Ugly code, do I tidy first?
Software tends to age and how we structure code will change over time due to technology upgrades, different developers working on it, business needs or simply lack of cohesive approach to new features.
When appointed to work on an aged code base, as developers we must decide if it does worth tidying it first, being generally two dogmatic approaches:
- Sure, always. We are the ultimate responsible of the software. We owed it to ourselves and our craft to get things right at any cost. Even if the business needs pull on a different direction. Too bad if they need to wait for a new feature.
- Never! I deserve to work on mess code like this. I did this mess, I deserve it. Even if it was not me, we collectively need to pay the price for rushing in.
As always, it depends.
Cost of software
When considering expected lifetime of a system, the initial cost of development is minimal when compared to the cost of maintaining, changing and updating that application. So the cost of software can be approximated to the cost of change.
cost(Software) ~= cost(Changes)
Within the cost of any change, it is the big ones that to dwarf even the sum of all small changes. Changes that break the fundamental concepts and logic of a program are the most costly over time.
cost(Changes) ~= cost(Big Changes)
The blast radius of Big Changes is directly proportional to the level of coupling within the system. The more interconnected the code is, the bigger the change and the cost are
cost (Big Changes) ~= Coupling
In summary, the cost of software can be approximated at the level of coupling within the system.
The reason to design software is that we can change it, and do so at a reasonable cost.
As software designers, we can strive to reduce coupling but the amount of time and effort to do so can also add cost (both as monetary and time wise). It is important to find the balance between spending a reasonable amount to reduce coupling and continued development of the application.
Coupling
Two elements are coupled with respect to a specific change when changing one element forces the change to the other.
coupled(E1, E2, ∆):: ∆E1 -> ∆E2
In other words, coupling depends on the type of change between to elements. These elements might be generally related but only some changes might affect them in terms of coupling.
As software developers we need to asses when decoupling parts of a system is valuable to act upon now, or accept it might come back in the future to haunt you.
Coupling is only damaging depending on it’s span. Localized coupling can not only be dismissed but it might even be beneficial.
Cohesion
Cohesion is defined at the span coupling. It is how many elements are related to each other.
cohesion(E):: coupled(E1, E2, ..., En)
Coupling is bad depending on what it is compared to. As an example, if all E elements are coupled but on the same file, it is better than having each element on different files as the coupling is less obvious.
The more spread out coupling is, the more expensive it gets.
Behaviour vs Structure
Sometimes, changes in behaviour can be made simpler with changes on structure first. Behaviour changes are visible, bringing obvious revenue (either increasing value or reducing cost), but structure is not as explicit.
The structure of the system radically affects the cost of changes to behaviour of the system.
Structure changes modifies the optionality of the system, making behaviour changes easier, cheapest or safest. But generally is harder to account for this optionality than actual revenue, so generally gets de-prioritized against new features.
Conclusion
Highly coupled systems results on bigger cost over time, as well as under investing in structure. Over investing in behaviour during a long period of time results on less or slower changes as a result of neglecting the cohesiveness and structure of the system.
Software design is the craft of balancing planning initial system structure to implement behaviour and the continued development of the system.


— PROBLEM TO SOLVE —
Your answer needs to include each line of the records in which the string "tick" can be found.

== INFORMATION

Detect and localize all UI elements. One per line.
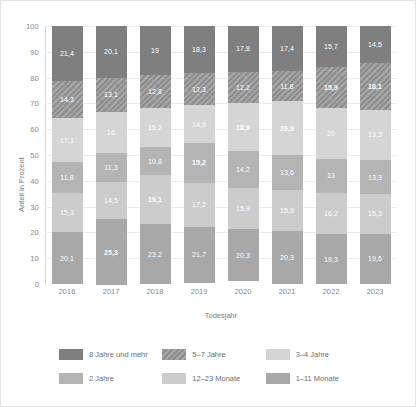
y-axis-tick-label: 100 bbox=[26, 22, 39, 31]
legend-label: 2 Jahre bbox=[89, 374, 114, 383]
bar-segment[interactable]: 12,2 bbox=[228, 72, 259, 103]
bar-segment[interactable]: 14,9 bbox=[184, 105, 215, 143]
y-axis-tick-label: 60 bbox=[30, 125, 39, 134]
bar-segment[interactable]: 15,9 bbox=[228, 188, 259, 229]
x-axis-title: Todesjahr bbox=[45, 311, 397, 320]
bar-segment[interactable]: 19,3 bbox=[316, 234, 347, 284]
legend-item[interactable]: 3–4 Jahre bbox=[266, 342, 369, 366]
bar-segment[interactable]: 11,3 bbox=[96, 153, 127, 182]
bar-segment-value: 15,9 bbox=[280, 207, 294, 214]
bar-segment-value: 12,8 bbox=[148, 88, 162, 95]
bar-segment[interactable]: 13,6 bbox=[272, 155, 303, 190]
legend-label: 1–11 Monate bbox=[296, 374, 339, 383]
bar-segment-value: 25,3 bbox=[104, 249, 118, 256]
bar-segment-value: 14,5 bbox=[368, 41, 382, 48]
bar-segment[interactable]: 20 bbox=[316, 108, 347, 160]
bar-segment-value: 19 bbox=[151, 47, 159, 54]
plot-area: 21,414,317,111,815,320,120,113,11611,314… bbox=[45, 26, 397, 284]
bar-segment[interactable]: 20,1 bbox=[96, 26, 127, 78]
bar-segment[interactable]: 18,6 bbox=[228, 103, 259, 151]
bar-segment[interactable]: 13 bbox=[316, 159, 347, 193]
bar-segment[interactable]: 19,1 bbox=[140, 175, 171, 224]
bar-segment[interactable]: 13,1 bbox=[96, 78, 127, 112]
bar-group[interactable]: 18,312,314,915,217,221,7 bbox=[184, 26, 215, 284]
bar-segment[interactable]: 20,3 bbox=[228, 229, 259, 281]
bar-segment[interactable]: 14,2 bbox=[228, 151, 259, 188]
legend-item[interactable]: 2 Jahre bbox=[59, 366, 162, 390]
bar-segment[interactable]: 10,8 bbox=[140, 147, 171, 175]
bar-segment[interactable]: 11,8 bbox=[272, 71, 303, 101]
bar-segment[interactable]: 17,4 bbox=[272, 26, 303, 71]
legend-item[interactable]: 8 Jahre und mehr bbox=[59, 342, 162, 366]
stacked-bar[interactable]: 18,312,314,915,217,221,7 bbox=[184, 26, 215, 284]
bar-segment[interactable]: 23,2 bbox=[140, 224, 171, 284]
bar-segment[interactable]: 14,3 bbox=[52, 81, 83, 118]
stacked-bar[interactable]: 1912,815,210,819,123,2 bbox=[140, 26, 171, 284]
bar-segment[interactable]: 17,8 bbox=[228, 26, 259, 72]
bar-group[interactable]: 15,715,9201316,219,3 bbox=[316, 26, 347, 284]
stacked-bar[interactable]: 17,411,820,913,615,920,3 bbox=[272, 26, 303, 284]
y-axis-title: Anteil in Prozent bbox=[17, 125, 26, 245]
bar-segment[interactable]: 19,6 bbox=[360, 234, 391, 285]
bar-group[interactable]: 17,812,218,614,215,920,3 bbox=[228, 26, 259, 284]
bar-segment[interactable]: 20,3 bbox=[272, 231, 303, 283]
bar-segment[interactable]: 17,2 bbox=[184, 183, 215, 227]
bar-segment[interactable]: 20,1 bbox=[52, 232, 83, 284]
bar-segment[interactable]: 17,1 bbox=[52, 118, 83, 162]
bar-group[interactable]: 21,414,317,111,815,320,1 bbox=[52, 26, 83, 284]
bar-segment[interactable]: 15,2 bbox=[184, 143, 215, 182]
bar-segment[interactable]: 21,7 bbox=[184, 227, 215, 283]
bar-group[interactable]: 1912,815,210,819,123,2 bbox=[140, 26, 171, 284]
y-axis-tick-label: 40 bbox=[30, 176, 39, 185]
stacked-bar[interactable]: 14,518,119,313,315,319,6 bbox=[360, 26, 391, 284]
x-axis-tick-label: 2017 bbox=[103, 287, 120, 296]
legend-item[interactable]: 5–7 Jahre bbox=[162, 342, 265, 366]
bar-segment[interactable]: 15,3 bbox=[52, 193, 83, 232]
bar-segment-value: 20,1 bbox=[104, 48, 118, 55]
bar-segment[interactable]: 16,2 bbox=[316, 193, 347, 235]
bar-segment-value: 18,1 bbox=[368, 83, 382, 90]
bar-segment[interactable]: 21,4 bbox=[52, 26, 83, 81]
bar-segment[interactable]: 14,5 bbox=[96, 182, 127, 219]
y-axis-tick-label: 70 bbox=[30, 99, 39, 108]
bar-group[interactable]: 20,113,11611,314,525,3 bbox=[96, 26, 127, 284]
bar-segment[interactable]: 15,3 bbox=[360, 194, 391, 233]
bar-group[interactable]: 17,411,820,913,615,920,3 bbox=[272, 26, 303, 284]
legend-swatch bbox=[162, 349, 186, 360]
stacked-bar[interactable]: 17,812,218,614,215,920,3 bbox=[228, 26, 259, 284]
bar-segment[interactable]: 15,9 bbox=[272, 190, 303, 231]
bar-segment[interactable]: 18,3 bbox=[184, 26, 215, 73]
bar-segment[interactable]: 15,7 bbox=[316, 26, 347, 67]
bar-segment[interactable]: 19,3 bbox=[360, 110, 391, 160]
legend-swatch bbox=[59, 373, 83, 384]
stacked-bar[interactable]: 20,113,11611,314,525,3 bbox=[96, 26, 127, 284]
bar-segment[interactable]: 12,8 bbox=[140, 75, 171, 108]
bar-segment[interactable]: 18,1 bbox=[360, 63, 391, 110]
y-axis-tick-label: 10 bbox=[30, 254, 39, 263]
stacked-bar[interactable]: 21,414,317,111,815,320,1 bbox=[52, 26, 83, 284]
bar-segment[interactable]: 12,3 bbox=[184, 73, 215, 105]
bar-segment[interactable]: 19 bbox=[140, 26, 171, 75]
bar-segment[interactable]: 16 bbox=[96, 112, 127, 153]
bar-segment-value: 16,2 bbox=[324, 210, 338, 217]
bar-segment-value: 17,8 bbox=[236, 45, 250, 52]
bar-segment-value: 15,9 bbox=[324, 84, 338, 91]
bar-segment[interactable]: 20,9 bbox=[272, 101, 303, 155]
bar-segment-value: 20,3 bbox=[236, 252, 250, 259]
bar-segment[interactable]: 13,3 bbox=[360, 160, 391, 194]
bar-segment[interactable]: 14,5 bbox=[360, 26, 391, 63]
bar-segment-value: 19,3 bbox=[368, 131, 382, 138]
bar-segment[interactable]: 15,2 bbox=[140, 108, 171, 147]
stacked-bar[interactable]: 15,715,9201316,219,3 bbox=[316, 26, 347, 284]
bar-group[interactable]: 14,518,119,313,315,319,6 bbox=[360, 26, 391, 284]
y-axis-tick-label: 80 bbox=[30, 73, 39, 82]
bar-segment[interactable]: 25,3 bbox=[96, 219, 127, 284]
bar-segment-value: 15,2 bbox=[192, 159, 206, 166]
legend-item[interactable]: 1–11 Monate bbox=[266, 366, 369, 390]
legend-item[interactable]: 12–23 Monate bbox=[162, 366, 265, 390]
bar-segment[interactable]: 11,8 bbox=[52, 162, 83, 192]
y-axis-tick-label: 0 bbox=[35, 280, 39, 289]
bar-segment-value: 12,3 bbox=[192, 86, 206, 93]
bar-segment-value: 13,1 bbox=[104, 91, 118, 98]
bar-segment[interactable]: 15,9 bbox=[316, 67, 347, 108]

====

— OUTPUT BELOW —
y-axis-tick-label: 100 bbox=[26, 22, 39, 31]
y-axis-tick-label: 60 bbox=[30, 125, 39, 134]
y-axis-tick-label: 40 bbox=[30, 176, 39, 185]
x-axis-tick-label: 2017 bbox=[103, 287, 120, 296]
y-axis-tick-label: 70 bbox=[30, 99, 39, 108]
y-axis-tick-label: 10 bbox=[30, 254, 39, 263]
y-axis-tick-label: 80 bbox=[30, 73, 39, 82]
y-axis-tick-label: 0 bbox=[35, 280, 39, 289]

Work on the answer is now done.